Common AWS IAM Mistakes in Enterprises

Excessive permissions by default: the easy path that becomes costly

A common practice in many organizations is assigning roles or policies with overly broad permissions to “save time” or “avoid blocking deliveries.” The classic AdministratorAccess, or even custom policies that end with wildcards like "Action": "*", become the rule rather than the exception.

This often begins as a temporary measure—during an incident or a migration—and remains in place due to a lack of subsequent review. The result is an unnecessary attack surface. We’ve seen cases where a developer with broad IAM permissions was able to create persistent users undetected, merely because no control prevented it.

  • Full service access without justification: granting a team EC2 permissions with * instead of limiting to start/stop/reboot if they don’t need to create or modify instances.
  • Reusing policies from other accounts: copying policies from a sandbox to production without reviewing the context leads to dangerous outcomes, like enabling write access to sensitive buckets.

The anti-pattern here is assuming that documenting the correct usage of permissions is enough to avoid misuse. It’s not. In security, what is not explicitly forbidden is allowed.

Poorly segmented policies due to lack of a clear role model

Another common mistake arises from not establishing a clear model of roles, groups, and their relationships. We often find dozens (even hundreds) of policies with similar names, duplicated permissions, and no traceability of who uses what.

This complicates both maintenance and audits. We’ve worked with companies where simply removing a permission required weeks of functional review due to fear of breaking some invisible integration.

  • Poor segmentation: bundling permissions from multiple domains (e.g., S3, Lambda, and RDS) into a single policy makes it harder to enforce the principle of least privilege.
  • Misused IAM groups: granting permissions through groups without periodically reviewing their members ends up creating “Frankenstein groups” with accumulated privileges no one dares to touch.

We suggest working with a task-based model, not a team-based one. The “backend team” is not the same as “users who need to deploy Lambda functions.”

Lack of rotation and control over persistent credentials

In many companies, IAM users with persistent access keys remain active for years without rotation or usage tracking. We’ve seen organizations where offboarded developers still had active keys connected to old pipelines that no one dares to dismantle.

AWS IAM does not enforce an expiration or key rotation policy by default. It’s up to the security team to establish limits and automation to enforce this practice.

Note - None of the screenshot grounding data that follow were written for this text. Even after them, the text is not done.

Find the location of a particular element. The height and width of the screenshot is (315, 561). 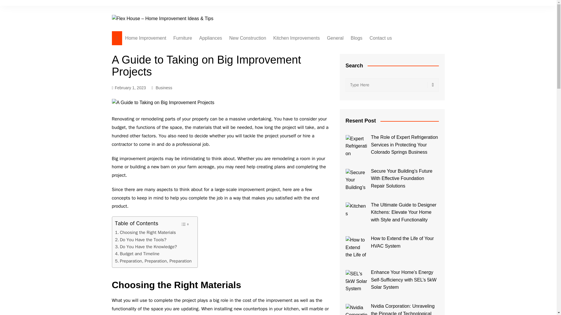

Expert Refrigeration Services is located at coordinates (356, 146).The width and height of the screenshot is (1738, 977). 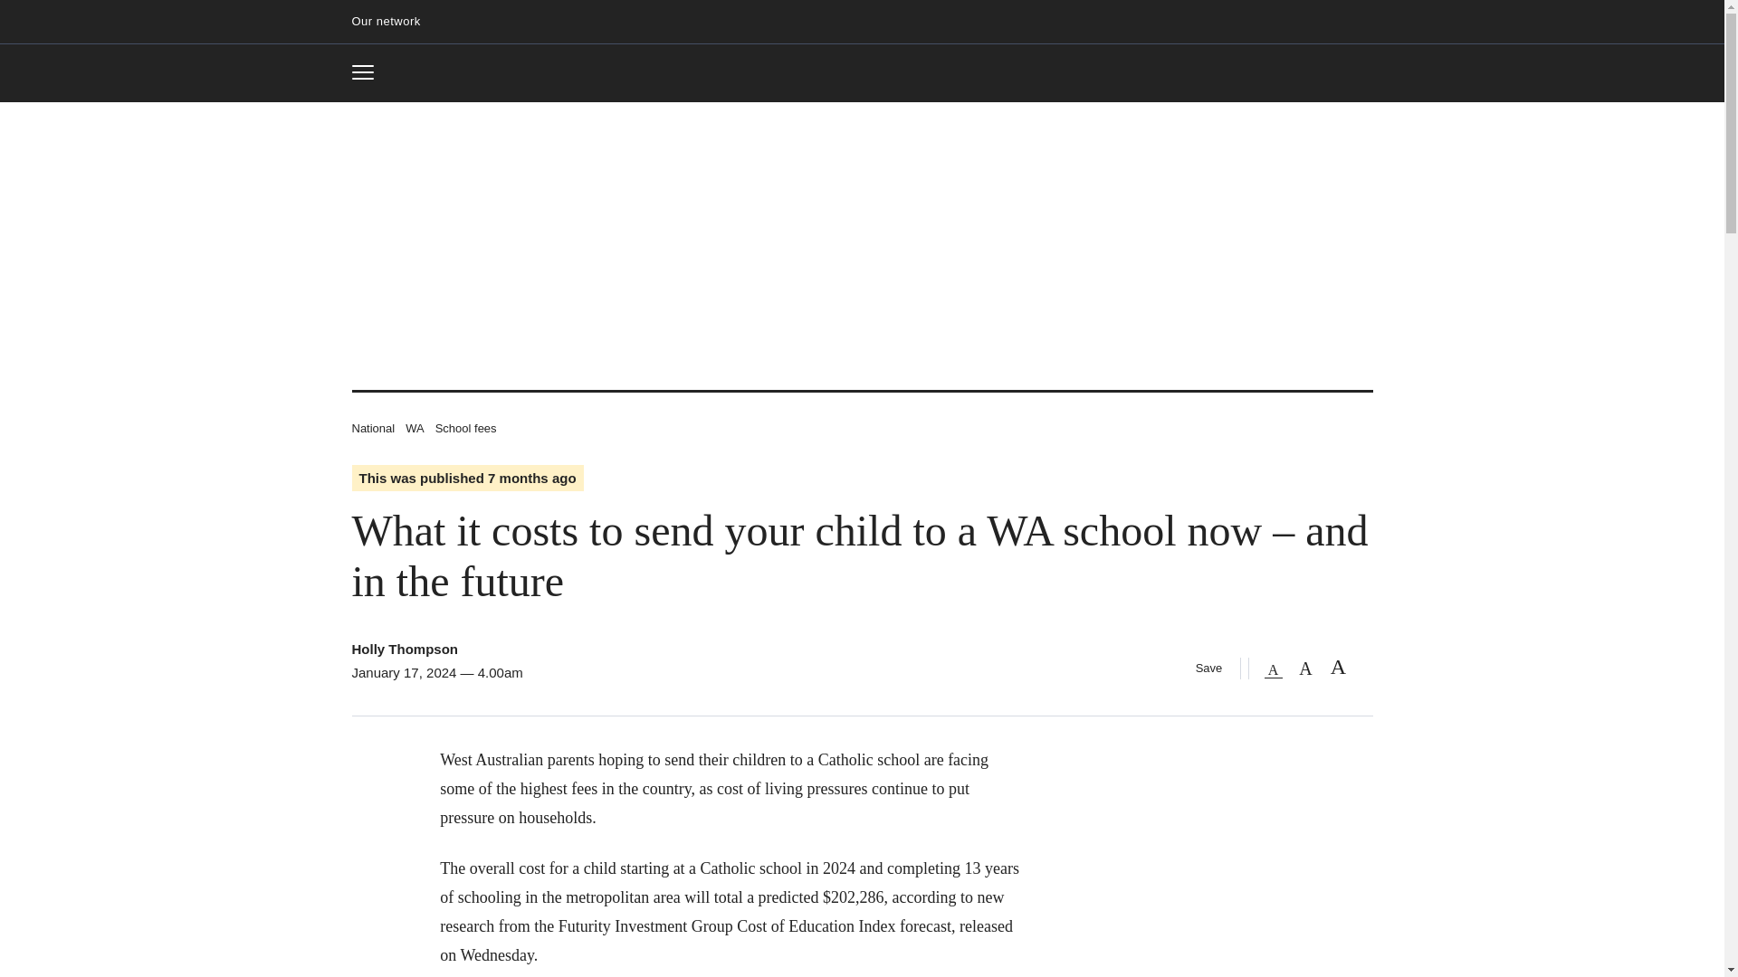 I want to click on National, so click(x=404, y=648).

  • Access keys without rotation: active keys for over 90 days without a documented purpose or review pose a high risk.
  • Keys in code: another recurring issue in CI/CD is embedding keys in scripts or repositories, which worsens the impact in case of exfiltration.

An effective policy combines automated notifications, continuous auditing via CloudTrail, and periodic recertification by each key’s owner.

Ignoring the use of IAM Access Analyzer or CloudTrail as control tools

IAM offers powerful tools to mitigate human error, such as IAM Access Analyzer and CloudTrail logs. Nonetheless, many companies still have them disabled or without real monitoring. It’s not uncommon to hear: “we didn’t even know Access Analyzer existed.”

These tools help detect when a policy unintentionally grants public or cross-account access. They also help understand how permissions are actually being used, which is essential input for safely reducing privileges.

A typical case we encounter is the exposure of S3 buckets or Lambda functions to other accounts due to resource policy errors. Access Analyzer would have raised an alert in minutes, but no one had configured it.

Not using these functionalities is like operating a production environment blindly: functionally, everything might seem fine, but from a security standpoint, it’s a huge blind spot.

Recommendations for corporate environments

The IAM management errors in AWS we’ve described are not hypothetical: we see them repeatedly in companies with complex structures, large teams, and business pressures. The common denominator is the lack of proactive governance over the permission lifecycle.

We propose the following as priority action lines:

  • Systematically review and reduce wildcard * policies.
  • Adopt an explicit model of roles and tasks, with defined ownership per permission.
  • Audit and enforce key rotation, with automated alert mechanisms.
  • Enable and monitor tools like IAM Access Analyzer and CloudTrail in all accounts.

Maturity in IAM is not achieved just by good configuration, but through good operations: monitoring, reviewing, revoking, and above all, having real access control at all times.